The set touches on the entire catalog, picking and choosing over the
last 30 years of TFD—"Good Song," "Private Club," "Him," until
finally, 160 minutes in, during the 19th minute of the extended club
version of "Beaten to Write," which features a new, unexpected set
of verses deeply critical of the Mulroney Administration, Ramsay's
drum machine starts to shoot sparks. It's such a radiant shower that
it must be a special effect, and at first people yell with
enthusiasm—at last something is happening. But it's soon clear that,
no, once again, Ramsay's entire world has gone up into flames. And
whatever part of Campbell's clothing, or his hair, or his genital
prosthetic, was flammable, is not really relevant, but soon he, like
the drum machine, is burning. Lightly. McFall of course untouched.

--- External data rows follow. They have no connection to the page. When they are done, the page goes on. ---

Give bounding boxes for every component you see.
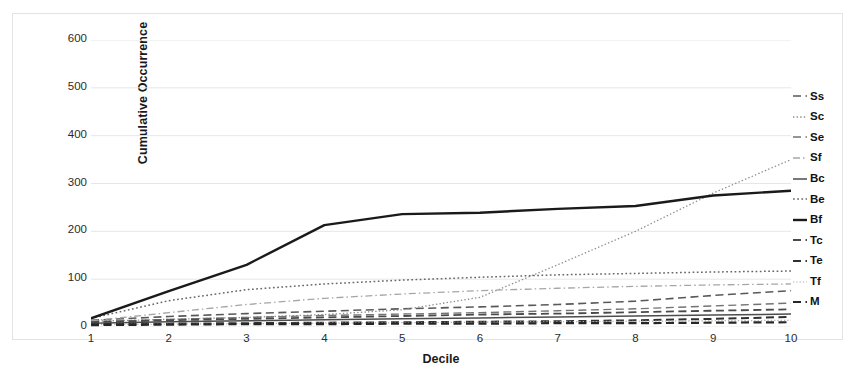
x-tick-label: 2 <box>154 332 184 344</box>
legend-label: Se <box>810 132 824 144</box>
legend-item-tf[interactable]: Tf <box>793 271 849 292</box>
y-tick-label: 400 <box>41 128 87 140</box>
legend-label: Sf <box>810 152 822 164</box>
x-tick-label: 4 <box>309 332 339 344</box>
legend-label: Be <box>810 194 825 206</box>
y-tick-label: 0 <box>41 319 87 331</box>
legend-item-te[interactable]: Te <box>793 251 849 272</box>
legend-swatch-icon <box>793 215 807 225</box>
x-tick-label: 8 <box>620 332 650 344</box>
x-axis-title: Decile <box>91 352 791 366</box>
y-tick-label: 300 <box>41 176 87 188</box>
x-tick-label: 3 <box>232 332 262 344</box>
legend-swatch-icon <box>793 174 807 184</box>
legend-item-tc[interactable]: Tc <box>793 230 849 251</box>
legend-swatch-icon <box>793 235 807 245</box>
legend-label: Ss <box>810 91 824 103</box>
legend-item-se[interactable]: Se <box>793 127 849 148</box>
legend-item-bf[interactable]: Bf <box>793 210 849 231</box>
legend-label: Bf <box>810 214 822 226</box>
legend-item-sc[interactable]: Sc <box>793 107 849 128</box>
x-tick-label: 9 <box>698 332 728 344</box>
y-tick-label: 600 <box>41 32 87 44</box>
plot-lines <box>91 40 791 327</box>
legend-swatch-icon <box>793 194 807 204</box>
x-tick-label: 10 <box>776 332 806 344</box>
legend: SsScSeSfBcBeBfTcTeTfM <box>793 86 849 313</box>
y-tick-label: 500 <box>41 80 87 92</box>
chart-screenshot: Cumulative Occurrence 010020030040050060… <box>0 0 858 375</box>
legend-label: Bc <box>810 173 825 185</box>
x-tick-label: 5 <box>387 332 417 344</box>
legend-swatch-icon <box>793 297 807 307</box>
chart-frame: Cumulative Occurrence 010020030040050060… <box>12 13 843 340</box>
x-tick-label: 1 <box>76 332 106 344</box>
legend-item-m[interactable]: M <box>793 292 849 313</box>
legend-label: Tc <box>810 235 823 247</box>
legend-swatch-icon <box>793 277 807 287</box>
legend-item-ss[interactable]: Ss <box>793 86 849 107</box>
series-line-bf <box>91 191 791 319</box>
y-tick-label: 200 <box>41 223 87 235</box>
x-tick-label: 7 <box>543 332 573 344</box>
legend-item-bc[interactable]: Bc <box>793 168 849 189</box>
plot-area: Cumulative Occurrence 010020030040050060… <box>91 40 791 327</box>
legend-label: Sc <box>810 111 824 123</box>
legend-label: M <box>810 296 820 308</box>
legend-swatch-icon <box>793 132 807 142</box>
legend-item-be[interactable]: Be <box>793 189 849 210</box>
legend-label: Tf <box>810 276 821 288</box>
legend-item-sf[interactable]: Sf <box>793 148 849 169</box>
y-tick-label: 100 <box>41 271 87 283</box>
legend-swatch-icon <box>793 91 807 101</box>
x-tick-label: 6 <box>465 332 495 344</box>
legend-label: Te <box>810 255 823 267</box>
legend-swatch-icon <box>793 153 807 163</box>
legend-swatch-icon <box>793 112 807 122</box>
legend-swatch-icon <box>793 256 807 266</box>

It does not devolve into tragedy. It could have been if they were
actually from Manchester, but Canadian Tragedy? You can't put those
words together without laughing. The best Canada can hope for is
irony. Anyway, we're in social-democratic Europe. There is wonderful
fire suppression. A laconic-yet-brisk Sulo or Eino shows up with a
fire extinguisher, and she sprays Campbell down as he writhes, as if
it's a normal Wednesday evening. McFall, as always, is trying to put
out the fire, batting at Campbell with some random winter coat.

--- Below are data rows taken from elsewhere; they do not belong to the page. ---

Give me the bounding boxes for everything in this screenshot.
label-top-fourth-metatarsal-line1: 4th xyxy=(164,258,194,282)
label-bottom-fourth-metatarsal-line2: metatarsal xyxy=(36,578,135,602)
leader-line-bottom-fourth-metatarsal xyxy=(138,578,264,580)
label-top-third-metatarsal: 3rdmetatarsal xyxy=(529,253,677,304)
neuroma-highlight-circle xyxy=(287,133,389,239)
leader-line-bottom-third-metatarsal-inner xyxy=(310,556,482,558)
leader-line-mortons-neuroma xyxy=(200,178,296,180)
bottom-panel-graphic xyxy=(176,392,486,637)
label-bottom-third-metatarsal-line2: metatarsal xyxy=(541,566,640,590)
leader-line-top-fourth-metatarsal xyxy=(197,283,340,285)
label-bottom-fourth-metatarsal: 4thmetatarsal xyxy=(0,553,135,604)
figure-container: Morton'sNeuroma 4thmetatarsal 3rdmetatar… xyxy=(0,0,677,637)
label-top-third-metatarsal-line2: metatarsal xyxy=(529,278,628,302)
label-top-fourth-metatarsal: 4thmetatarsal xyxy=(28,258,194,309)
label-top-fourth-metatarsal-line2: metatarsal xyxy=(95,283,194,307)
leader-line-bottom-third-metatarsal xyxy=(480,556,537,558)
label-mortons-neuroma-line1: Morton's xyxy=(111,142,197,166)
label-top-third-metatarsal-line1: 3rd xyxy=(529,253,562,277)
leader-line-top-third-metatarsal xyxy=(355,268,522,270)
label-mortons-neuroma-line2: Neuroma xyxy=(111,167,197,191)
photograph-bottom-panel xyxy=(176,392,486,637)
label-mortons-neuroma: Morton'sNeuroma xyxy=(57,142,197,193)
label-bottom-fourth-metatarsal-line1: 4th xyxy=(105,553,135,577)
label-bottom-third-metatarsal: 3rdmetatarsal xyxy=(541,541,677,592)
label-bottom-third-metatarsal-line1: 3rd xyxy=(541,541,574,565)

Ramsay doesn't quite cross the stage to help. Ramsay's drum machine
continues to shoot sparks for a full minute, even when unplugged,
until finally it doesn't, and only a black lump is left. All lights,
unaccountably, go off. Only the smell of mildly burnt Canadian and
melted machinery remains. Total Fucking Darkness.

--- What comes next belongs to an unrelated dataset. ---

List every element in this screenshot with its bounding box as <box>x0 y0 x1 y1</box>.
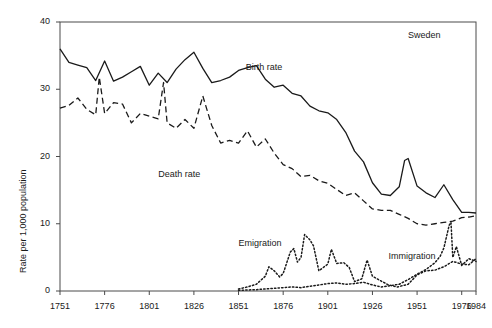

Then the house lights come on—someone rebooted the system—and what
the band must see from the stage, through the blue smoke, and
through Campbell's pain, is that a couple hundred Finnish eyes are
gleaming with joy. The truth is that this is as much a TFD show as
any ever—the dildo show (1998), the nipple hooks show that left
Ramsay hospitalized (2002), the ritual video of the burning down of
Le Studio (2017), the vomiting live eels show in Japan (1995), all
those legendary years spent trying to break through to something
that might be identified, broadly, at a distance, as success. It's
up to Campbell to summarize all of this, now that he has all of
their attention, every eye on him. "Fuck you, Helsinki," he says. He
won't bother with a doctor.
Why are we here? That attempt to scale the mountain of pop glory is
long over, of course; the mountain won. Base camp is full of
skeletons. The disaster rolls on, bones clanking. Is it over? It
seems to be. Campbell is limping but McFall has, typically, found
both bandage and balm and is gently applying both to Campbell's
exposed, red thighs—which appear more chafed than burned. He returns
to his workstation with his small smile. Ramsay stares unspeaking at
the lump of drum machine that was, obviously, the last thing of
value left to him, but when he looks at Campbell, who is obviously
in pain, he finally smiles. At the best TFD shows one accepts that
the music doesn't matter, the stagecraft doesn't matter, technology
and talent do not matter, nor success. All that matters is the
darkness. You go for the stubbornness and leave knowing that one has
seen something, or more accurately, absolutely nothing. The purest
of voids for the void lovers. Toss a penny into the deepest well and
never hear the splash. They close with their signature song—the
eponymous song that is also the name of the band. The lights are up
for the encore. Total Fucking Darkness.